Phineas Finn eBook

This eBook from the Gutenberg Project consists of approximately 986 pages of information about Phineas Finn.

Phineas Finn eBook

This eBook from the Gutenberg Project consists of approximately 986 pages of information about Phineas Finn.

And now, early on the Sunday, he made his way to Portman Square in order that he might learn whether there might be any sympathy for him there.  Hitherto he had found none.  Everything had been terribly dry and hard, and he had gathered as yet none of the fruit which he had expected that his good fortune would bear for him.  It is true that he had not as yet gone among any friends, except those of his club, and men who were in the House along with him;—­and at the club it might be that there were some who envied him his good fortune, and others who thought nothing of it because it had been theirs for years.  Now he would try a friend who, he hoped, could sympathise; and therefore he called in Portman Square at about half-past two on the Sunday morning.  Yes,—­Lady Laura was in the drawing-room.  The hall-porter admitted as much, but evidently seemed to think that he had been disturbed from his dinner before his time.  Phineas did not care a straw for the hall-porter.  If Lady Laura were not kind to him, he would never trouble that hall-porter again.  He was especially sore at this moment because a valued friend, the barrister with whom he had been reading for the last three years, had spent the best part of an hour that Sunday morning in proving to him that he had as good as ruined himself.  “When I first heard it, of course I thought you had inherited a fortune,” said Mr. Low.  “I have inherited nothing,” Phineas replied;—­“not a penny; and I never shall.”  Then Mr. Low had opened his eyes very wide, and shaken his head very sadly, and had whistled.

“I am so glad you have come, Mr. Finn,” said Lady Laura, meeting Phineas half-way across the large room.

“Thanks,” said he, as he took her hand.

“I thought that perhaps you would manage to see me before any one else was here.”

“Well;—­to tell the truth, I have wished it; though I can hardly tell why.”

“I can tell you why, Mr. Finn.  But never mind;—­come and sit down.  I am so very glad that you have been successful;—­so very glad.  You know I told you that I should never think much of you if you did not at least try it.”

“And therefore I did try.”

“And have succeeded.  Faint heart, you know, never did any good.  I think it is a man’s duty to make his way into the House;—­that is, if he ever means to be anybody.  Of course it is not every man who can get there by the time that he is five-and-twenty.”

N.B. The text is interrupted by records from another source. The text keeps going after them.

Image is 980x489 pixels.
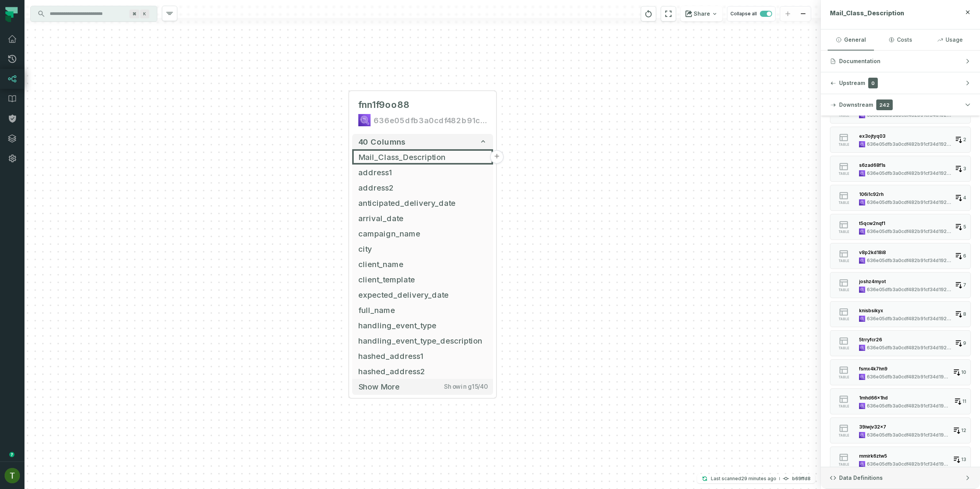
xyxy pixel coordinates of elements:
[141,10,149,19] span: Press ⌘ + K to focus the search bar
[868,77,878,88] span: 0
[866,286,952,293] div: 636e05dfb3a0cdf482b91cf34d1921ac
[358,350,486,362] span: hashed_address1
[859,453,887,459] div: mmirk6ztw5
[352,241,493,256] button: city
[859,133,885,139] div: ex3ojtyq03
[963,311,966,317] span: 8
[358,166,486,178] span: address1
[859,308,883,313] div: knisbsikyx
[961,369,966,375] span: 10
[839,474,882,482] span: Data Definitions
[821,94,980,116] button: Downstream242
[859,250,886,255] div: v8p2kd18i8
[839,462,849,467] span: table
[358,151,486,163] span: Mail_Class_Description
[830,156,970,181] button: table636e05dfb3a0cdf482b91cf34d1921ac3
[358,335,486,347] span: handling_event_type_description
[866,258,952,264] div: 636e05dfb3a0cdf482b91cf34d1921ac
[859,220,885,226] div: t5qcw2nqf1
[352,211,493,226] button: arrival_date
[859,424,886,429] div: 39iwjv32x7
[358,289,486,301] span: expected_delivery_date
[866,171,952,176] div: 636e05dfb3a0cdf482b91cf34d1921ac
[358,243,486,254] span: city
[444,383,486,390] span: Showing 15 / 40
[866,403,951,409] div: 636e05dfb3a0cdf482b91cf34d1921ac
[358,365,486,377] span: hashed_address2
[830,243,970,269] button: table636e05dfb3a0cdf482b91cf34d1921ac6
[352,364,493,379] button: hashed_address2
[839,375,849,380] span: table
[839,201,849,204] span: table
[839,259,849,263] span: table
[352,149,493,164] button: Mail_Class_Description
[839,58,880,65] span: Documentation
[352,164,493,180] button: address1
[830,446,970,473] button: table636e05dfb3a0cdf482b91cf34d1921ac13
[961,428,966,434] span: 12
[352,195,493,211] button: anticipated_delivery_date
[490,150,503,164] button: +
[859,162,885,168] div: s6zad68f1s
[859,365,888,372] div: fsmx4k7hn9
[352,349,493,364] button: hashed_address1
[821,468,980,489] button: Data Definitions
[830,126,970,153] button: table636e05dfb3a0cdf482b91cf34d1921ac2
[358,382,399,391] span: Show more
[352,302,493,317] button: full_name
[839,347,849,350] span: table
[866,199,952,205] div: 636e05dfb3a0cdf482b91cf34d1921ac
[374,114,486,126] div: 636e05dfb3a0cdf482b91cf34d1921ac
[866,345,952,351] div: 636e05dfb3a0cdf482b91cf34d1921ac
[963,137,966,143] span: 2
[866,316,952,322] div: 636e05dfb3a0cdf482b91cf34d1921ac
[839,434,849,437] span: table
[859,337,882,342] div: 5trryfcr26
[830,214,970,240] button: table636e05dfb3a0cdf482b91cf34d1921ac5
[358,99,410,111] span: fnn1f9oo88
[830,330,970,357] button: table636e05dfb3a0cdf482b91cf34d1921ac9
[839,405,849,408] span: table
[839,172,849,176] span: table
[876,100,893,110] span: 242
[830,359,970,385] button: table636e05dfb3a0cdf482b91cf34d1921ac10
[358,137,406,146] span: 40 columns
[839,114,849,117] span: table
[963,224,966,230] span: 5
[963,253,966,259] span: 6
[830,272,970,298] button: table636e05dfb3a0cdf482b91cf34d1921ac7
[830,389,970,414] button: table636e05dfb3a0cdf482b91cf34d1921ac11
[830,9,904,17] span: Mail_Class_Description
[827,29,874,50] button: General
[352,333,493,349] button: handling_event_type_description
[358,181,486,193] span: address2
[697,474,815,484] button: Last scanned[DATE] 2:21:01 PMb69ffd8
[821,72,980,93] button: Upstream0
[727,6,775,21] button: Collapse all
[927,29,973,50] button: Usage
[352,287,493,302] button: expected_delivery_date
[866,141,952,148] div: 636e05dfb3a0cdf482b91cf34d1921ac
[963,195,966,201] span: 4
[839,101,873,108] span: Downstream
[830,185,970,211] button: table636e05dfb3a0cdf482b91cf34d1921ac4
[358,228,486,239] span: campaign_name
[839,143,849,147] span: table
[358,274,486,285] span: client_template
[859,191,883,197] div: 106i1c92rh
[821,51,980,72] button: Documentation
[839,79,865,87] span: Upstream
[791,477,810,481] h4: b69ffd8
[352,256,493,272] button: client_name
[352,317,493,333] button: handling_event_type
[839,317,849,321] span: table
[352,180,493,195] button: address2
[358,319,486,331] span: handling_event_type
[680,6,722,21] button: Share
[963,282,966,288] span: 7
[962,398,966,405] span: 11
[4,468,20,484] img: avatar of Tomer Galun
[866,228,952,235] div: 636e05dfb3a0cdf482b91cf34d1921ac
[352,379,493,395] button: Show moreShowing15/40
[741,476,776,481] relative-time: Sep 1, 2025, 2:21 PM GMT+3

“Every friend that I have in the world says that I have ruined myself.”

“No;—­I don’t say so,” said Lady Laura.

“And you are worth all the others put together.  It is such a comfort to have some one to say a cheery word to one.”

“You shall hear nothing but cheery words here.  Papa shall say cheery words to you that shall be better than mine, because they shall be weighted with the wisdom of age.  I have heard him say twenty times that the earlier a man goes into the House the better.  There is much to learn.”

Copyrights
Project Gutenberg
Phineas Finn from Project Gutenberg. Public domain.